Research Master Thesis – Design and Providence | 30/31

Hunter, Michael. "The Making of Robert Boyle's 'Free Enquiry into the Vulgarly Receiv'd Notion of Nature' (1686).” Early Science and Medicine 1, no. 2 (1996): 204-71. Jacob, Margareth. The Newtonians and the English Revolution 1689-1720. Sussex: The Harvester Press, 1976. Lennox, James. "Robert Boyle's Defense of Teleological Inference in Experimental Science.” ISIS 74, no. 1 (1983): 38-52. McDonough, Jeffrey. “The Heyday of Teleology and Early Modern Philosophy.” Midwest Studies in Philosophy 35, no. 1 (2001): 179–204. Newton, Isaac. Isaac Newton: Philosophical Writings. Edited by Andrew Janiak. Cambridge: Cambridge UP, 2004. Osler, Margaret. "Whose Ends? Teleology in Early Modern Natural Philosophy.” Osiris 16 (2001): 151-68. ———. “How Mechanical was the Mechanical Philosophy?” In Late Medieval and Early Modern Corpuscular Matter Theories, edited by C. Lüthy, J. Murdoch, and W. Newman, 423-440. Leiden: Brill, 2001. Peterfreund, Stuart. Turning Points in Natural Theology from Bacon to Darwin: the Way of the Argument from Design.
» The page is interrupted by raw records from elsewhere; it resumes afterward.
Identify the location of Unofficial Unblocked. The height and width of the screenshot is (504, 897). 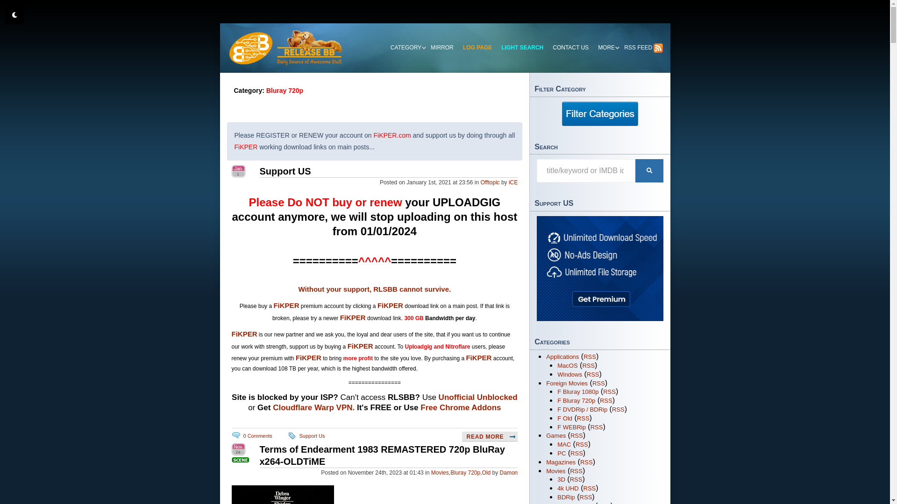
(478, 398). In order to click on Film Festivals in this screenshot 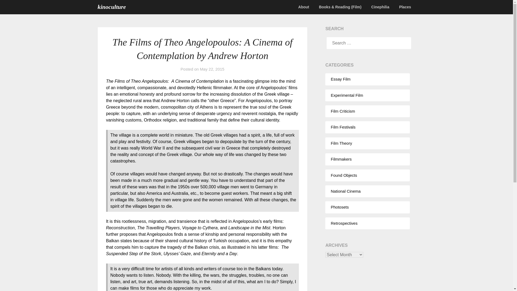, I will do `click(343, 127)`.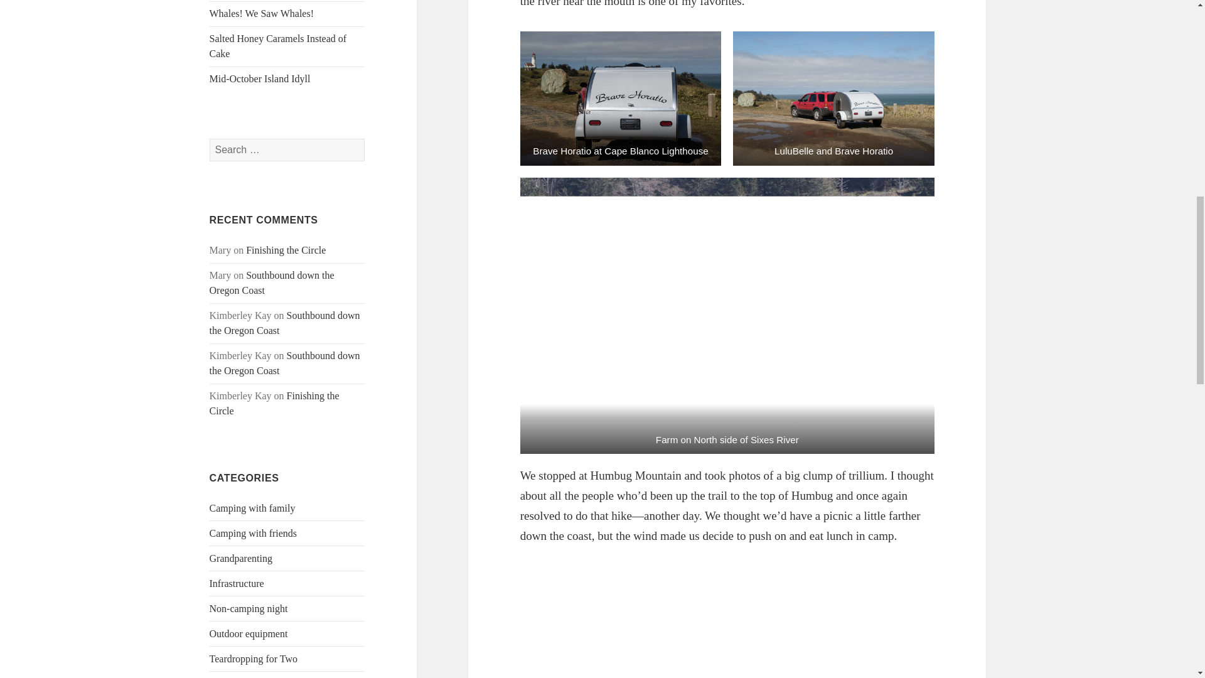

New York: Palgrave Macmillan, 2012. Shanahan, Timothy. “Teleological Reasoning in Boyle’s Disquisition About Final Causes.” In Robert Boyle Reconsidered, edited by Michael Hunter, 177-92. Cambridge: Cambridge UP, 1994. Shapin, Steven. “Of Gods and Kings: Natural Philosophy and Politics in the Leibniz-Clarke Disputes.” ISIS 72, no. 2, 187-215. Valiati, Ezio. Leibniz & Clarke: a Study of Their Correspondence. Oxford: Oxford UP, 1997. Whiston, William. Historical Memoirs of the Life of Dr. Samuel Clarke : Being a Supplement to Dr. Sykes's and Bishop Hoadley's Accounts ; Including Certain Memoirs of Several of Dr. Clarke's Friends. London: Gyles & Roberts, 1730. Wojcik, Jan. Boyle and the Limits of Reason. Cambridge: Cambridge UP, 1997.